Half Full Cup Full of Half Empty
The Great Depression dust bowl – Cimarrona, Oklahoma. Photograph – Arthur Rothstein
Some Music to Feel Better by – [display_podcast]
So June is the sixth month in a non Mayan twelve month year, and after all, we’re still here.
That’s not to say it hasn’t been a quite difficult and memorable first half of 2011. If things had gone as planned, we would have had rains that lead to releases of water from lakes that lead to hybrids and stripers aplenty. What’s the saying, “God laughs when man makes plans”? If I had a dollar for every time I was texted, e mailed, and called with “are the hybrids running?”, well, I would already be on the Texas coast fishing for tarpon. Sorry, once and for all guys, it (hybrids) just didn’t happen this year.
THE FORECAST
And unfortunately, the forecast for the foreseeable future does not leave any room for optimism in North most of Texas. We don’t rely on snow pack to make our waters run. We rely on rain, and the rain gods are not abiding our rain dances. Lakes, caught in a vicious cycle – no rain means water your yard, are dropping at incredible rates, and the wind … the wind … the wind.

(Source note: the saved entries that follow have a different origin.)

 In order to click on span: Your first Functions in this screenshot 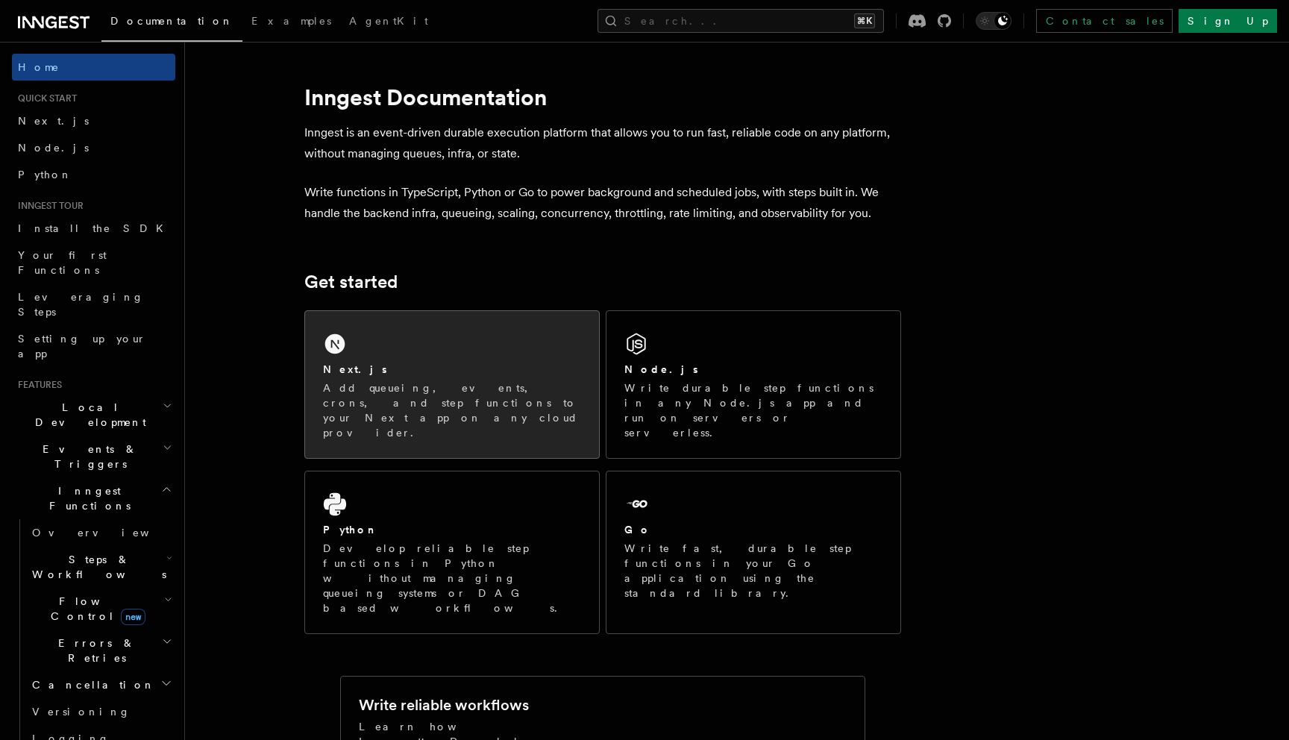, I will do `click(62, 263)`. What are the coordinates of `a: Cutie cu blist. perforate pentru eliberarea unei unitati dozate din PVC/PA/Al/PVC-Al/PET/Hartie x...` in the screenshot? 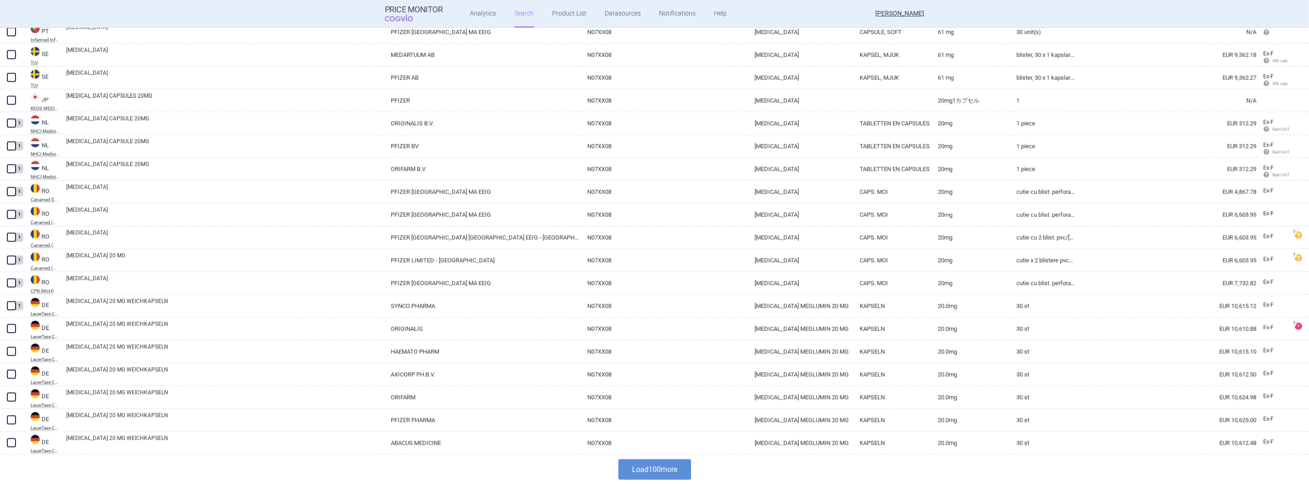 It's located at (1042, 192).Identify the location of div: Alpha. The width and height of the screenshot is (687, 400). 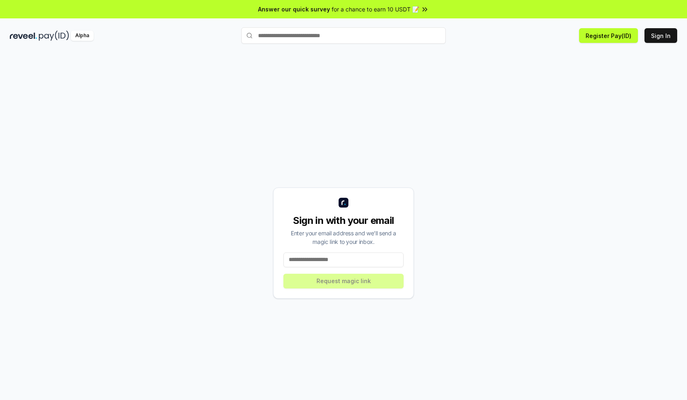
(82, 36).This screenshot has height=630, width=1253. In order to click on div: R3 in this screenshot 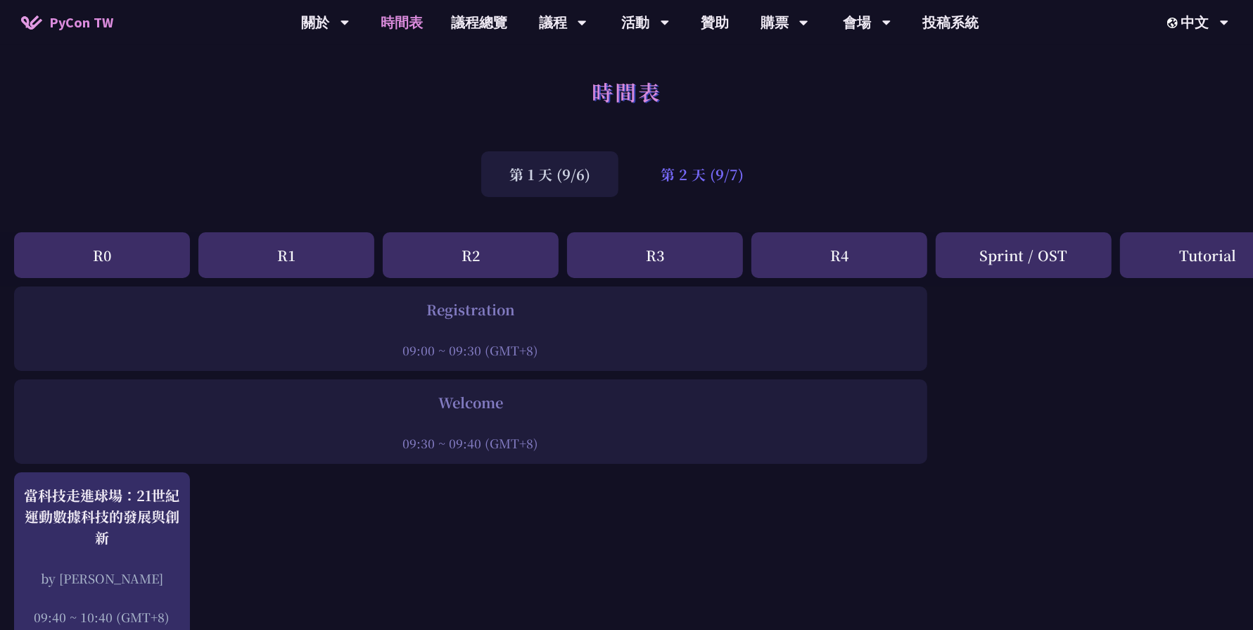, I will do `click(655, 255)`.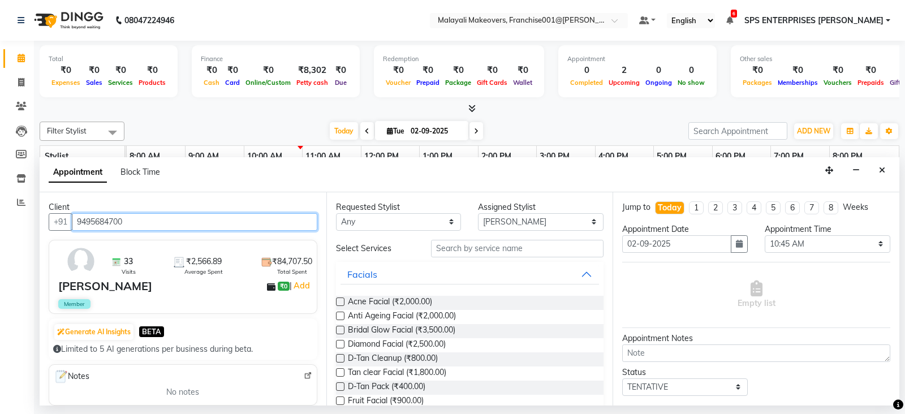 Image resolution: width=905 pixels, height=414 pixels. What do you see at coordinates (613, 156) in the screenshot?
I see `a: 4:00 PM` at bounding box center [613, 156].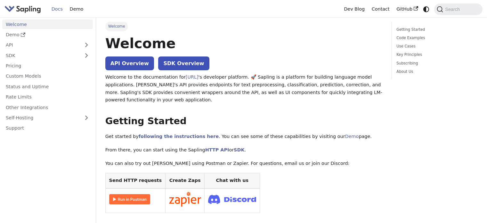 This screenshot has height=223, width=487. What do you see at coordinates (184, 63) in the screenshot?
I see `a: SDK Overview` at bounding box center [184, 63].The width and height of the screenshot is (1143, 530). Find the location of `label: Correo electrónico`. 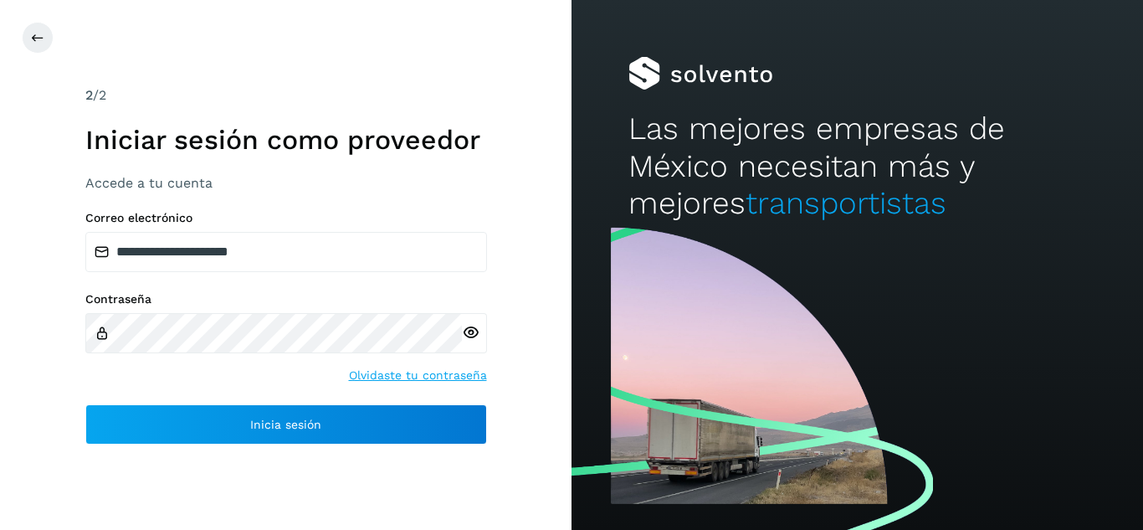

label: Correo electrónico is located at coordinates (286, 218).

If we could sum up this spring in one word, it would be WIND. The wind started blowing a couple of months ago and for the most part, say three days in two months, has been blowing ever since. Not only does it do an injustice to fishing, it also leads to increased evaporation. Unless you have lived through this spring, you really may not be able to get a grasp on the constant sound of wind, through the trees, behind the swells, in your ears and always against your transport.
For example; I traveled to San Marcos last Thursday and it took a tank of gas. I came back Sunday, and it took half a tank of gas. Now, anyone who knows me knows I am not the mathematical type much past tying my own leaders and a rod weight for any given fish, but at roughly $3.50 (usd) a gallon for mid-grade petrol I will be close to home for a couple of weeks or more.
The whole gas price scenario played out before, in 2008, but back then we didn’t have … the wind. As bitter a pill as 3.50 gas is to swallow, throw in a little wind cutting your mileage by half, and South Padre Island may as well be Denver (draw your own circle and see where it takes you).
There are, of course, other consequences from the wind and drought of 2010-2011. Possum Kingdom, out west, pretty much burned up. Texans know that roughly 160 lakefront homes burned to their foundations, but since it wasn’t Southern California, and since this is a Republican dominated state, it never really made the national political or news radar. Currently, Texas Department of Transportation is running “High Fire Danger,” and “Burn Ban in Effect” along the major highways in Texas, and fires are breaking out off-and-on along the edges of the Texas Hill Country and civilization proper.
DUST BOWL
So not only do we have some of the same economic adversity (granted on a lesser scale) as was visited on Texas during the Great Depression, we now have weather conditions that are accumulating into a comparable scenario as was seen in the Great Depression. Take heart, fly fishers. If you want a reality check, at the height of the Great Depression the unemployment rate was nearly 25-percent, and the great dust storm, Black Sunday, April 14, 1935, actually killed people.
FLIP IT LIKE A FRESH FISH
OK, so this fly fishing thing is supposed to be fun, right? Well, if the temperature and humidity are every bit the same in Dallas, Brownsville (almost the same), and Houston, why not go to salt? Salt, in and of itself is brutal. It’s brutal on gear, humans and human activity, but if given the choice of where to be during armageddon and the rampant running of the seven horsemen, you bet I’ll take the salt.
Heaven knows I gave the San Marcos River my best shot yesterday in the River Bassin’ Tournament held there, and my best shot wasn’t … any good at all. Team Diablo got nary a single inch from me, and we didn’t even show in the final standings once we all gathered back at TG Canoe & Kayak. I did let my teammate down, but we both learned enough to know how to do things at next year’s tournament … that is if there is any water left (in a different river). Sure, all the fishermen there said it “was a tough day,” but I guess I should lower my expectations of myself just about by, say, half.
On the flip side, I did see Alvin Dedeaux along the San Marcos guiding yesterday, and it was pleasant as always to come across such a nice guide, who was exceedingly tolerant of a flotilla of kayaks pounding the shoreline ahead of his clients for the sake of the tournament.
If anyone is interested, I can go into greater detail on the San Marcos River, and what little I learned about it while fishing there the past two days. If not, then we can get back to talking about the drought and the Great Depression. How does that sound?
There’s no rule that says flipping has to have just two sides to land on, so let’s try and land this one on its edge, and find a silver lining in the cards Texas has dealt us. It’s either that, or pack up the Land Cruiser and head north.
Category: Central Texas, Culture on the Skids, Fishing Reports, North Texas, Texas Hill Country
Two evenings of dramatic rains and storms past, I think I’ll write another drought story to tickle the rain god’s fancy.